Daryl Banner (The Problem with Mickey): “In high school, everyone talks shit about everyone. [. . .] you rub shoulders with these people all day . . . teens are going to bully each other. [. . .] We hate seeing those groups of people we don’t belong to [. . .] We’re all a bunch of fuckin’ performers. Me, me, me. I’m cool, you’re not. [. . .] I finally started asking the real questions. Did we do this? [. . .] Did we all do this to him?”

Henrik: Some of you presented the perspective of a survivor who tries to come to terms with a person’s suicide.

Chris G. Ulloth (Museum Bar): “And then you think, maybe that’s the difference between you and I. Maybe you have trouble caring about things that will be gone soon.”

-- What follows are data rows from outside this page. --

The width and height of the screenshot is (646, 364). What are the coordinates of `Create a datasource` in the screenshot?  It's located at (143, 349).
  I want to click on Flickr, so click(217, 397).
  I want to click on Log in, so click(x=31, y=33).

Bridget Mundy (Dark Windows): “Do you think people realize when they look at windows, [. . .] windows to a dark room, do you wonder if people know that they could potentially [. . .] [be] looking into someone’s eyes? Looking into the life and death of a moment in time?”

Henrik: Sometimes the voice of a character and that of the playwright seem to merge.

Brian Grace-Duff (I Forget What Eight Was For): “None of this is me. I’m really an artist, visual one, charcoals mostly. [. . .] And not all artists are suicidal. Sorry. That’s my own . . . personal . . . I just feel strongly about people knowing that. Labels. Crazy. Crazy-artist.”

Kevin White (Rob): “I hope that one day mental health issues are not such a stigma that they’re ignored, swept under the rug, and result in situations like mine. That’s all I can do right now: hope, and that drives me fucking crazy. There’s no answer right now. But I’m going to make one.”

Henrik: What image did you use to make the final act visible?

Kat Wilson (The SS Marty):“Tom and Reggie would eventually make their way into the tiny tub, taken over by bubbles and boats and their ‘captain’ Marty. All aboard the bath time ship . . . The SS Marty.”

Brittany Brewer (Casual Rape): “Because the truth of it, the tree’s truth of it, is that it did fall. Rubbed raw by the repeated thrashings of the Lumberjack, Torn down and apart and through by his tactics,

Until it was just staring solemnly up at the sky, bared to the world, Internally begging for “no” to be enough as he continued to bury his blows, The tree was felled by the facade of trust.”

[Asian Arts Initiative, 1219 Vine Street] September 12-16, 2017fringearts.com/event/suicide-stories-gallery-untold/

Running time: Two hours with no intermission. Come and go as you please.

One Reply to “I Just Wanted To Be Happy: SUICIDE STORIES, a Fringe preview”

Leave a Reply

Your email address will not be published. Required fields are marked *

This site uses Akismet to reduce spam. Learn how your comment data is processed.